Task details: I'd like the entries reproduced exactly, with all pictures omitted.

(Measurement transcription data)
= Beginning of Section =
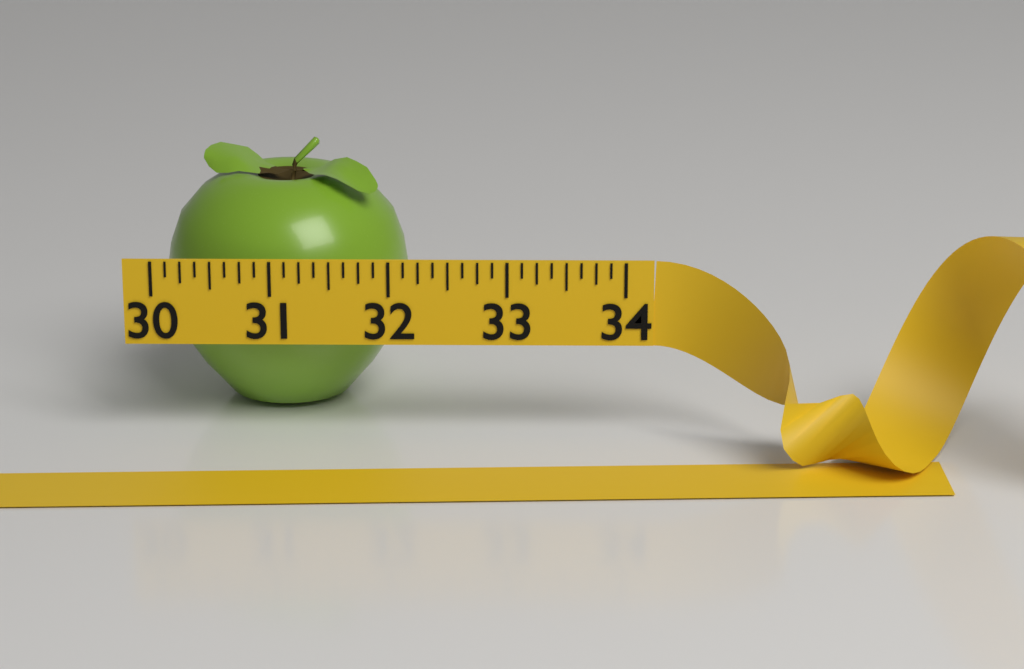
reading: 32.125 (no unit)
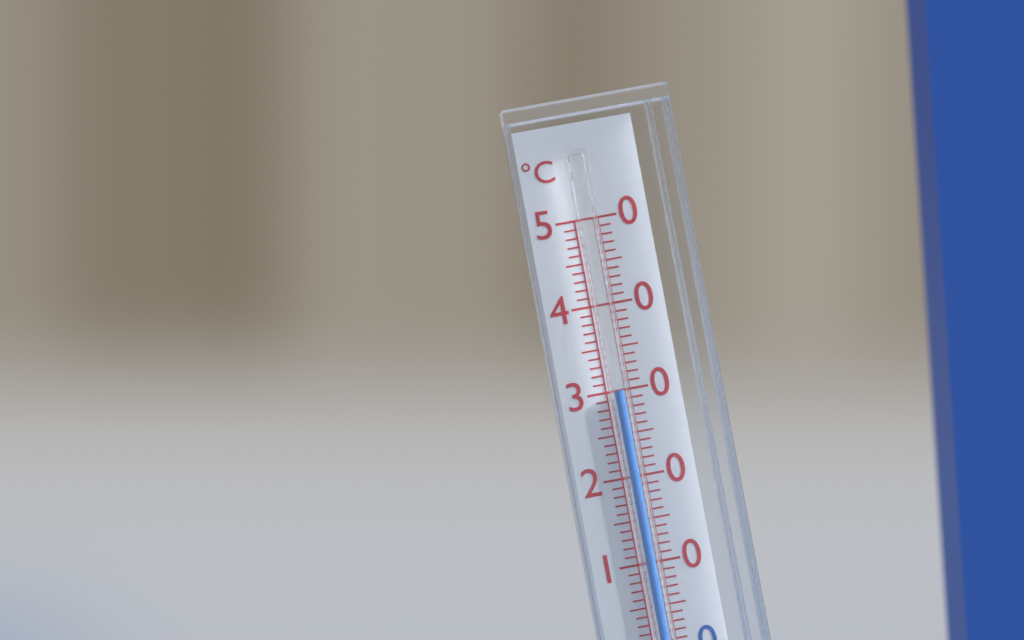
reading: 30 °C
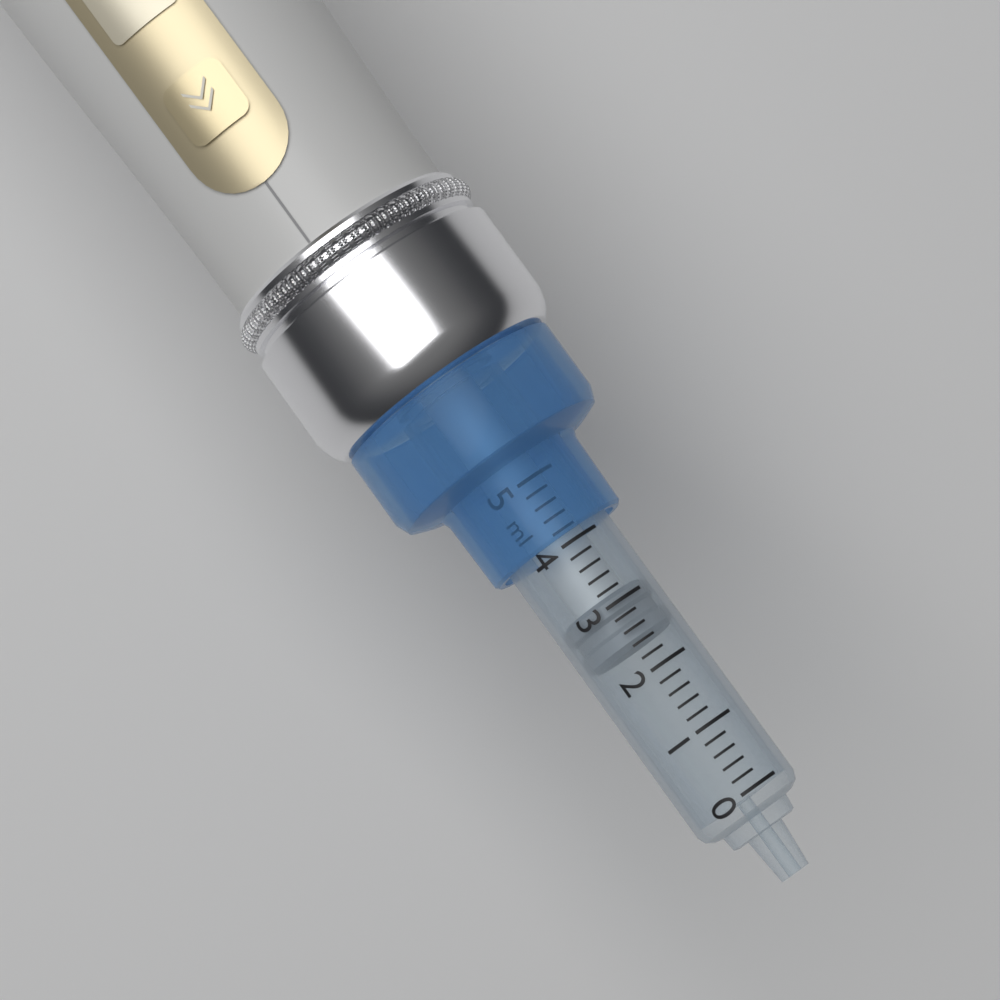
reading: 2.4 ml
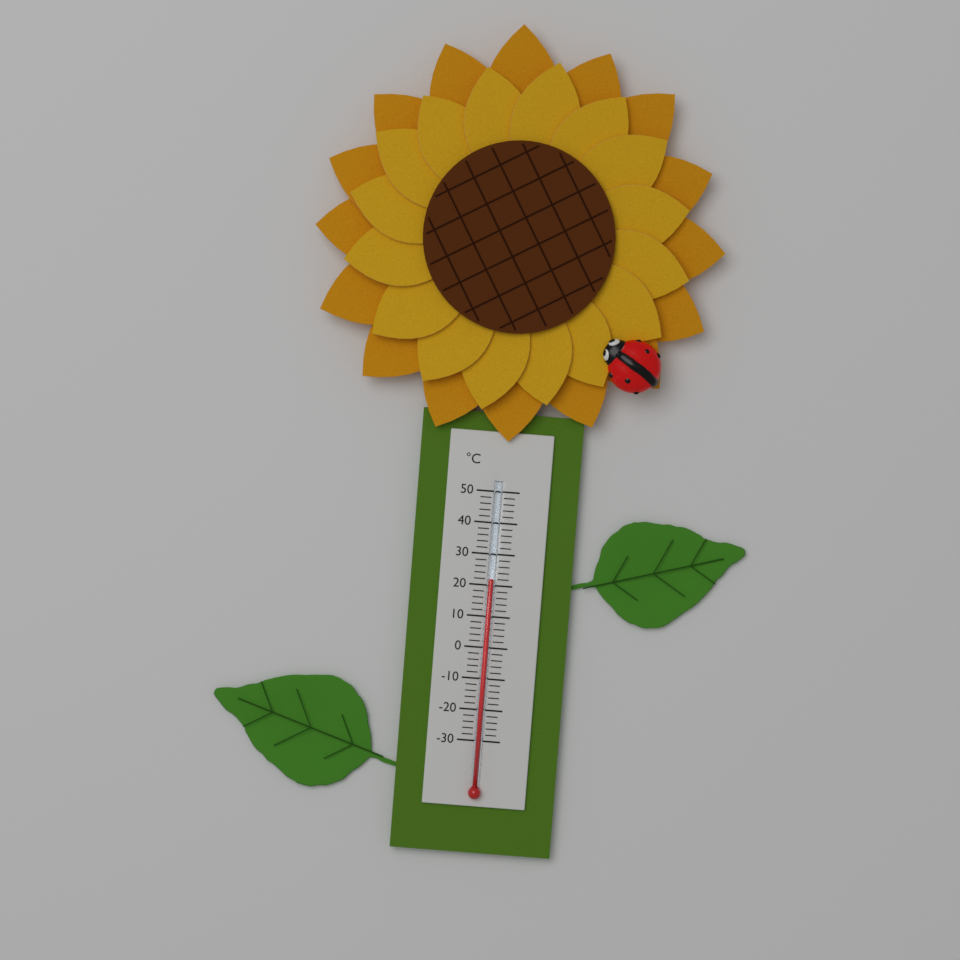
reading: 22 °C
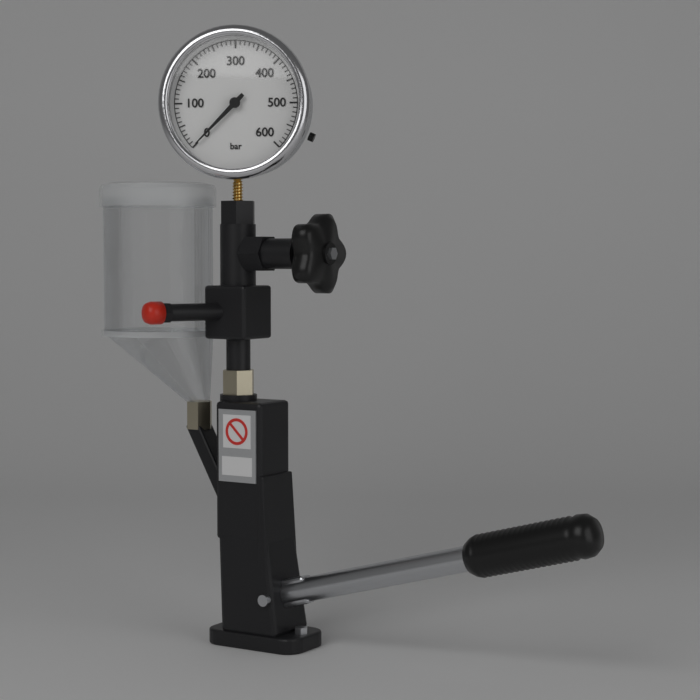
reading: 0 bar
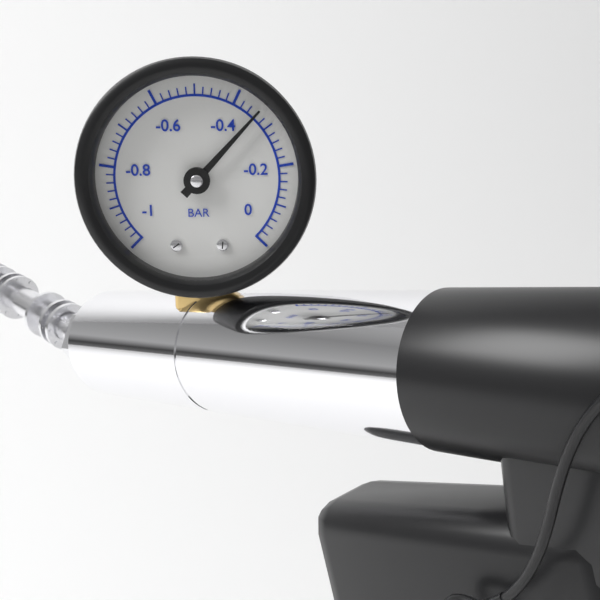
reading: -0.34 bar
= End of Section =
Result below:
reading: 32.125 (no unit)
reading: 30 °C
reading: 2.4 ml
reading: 22 °C
reading: 0 bar
reading: -0.34 bar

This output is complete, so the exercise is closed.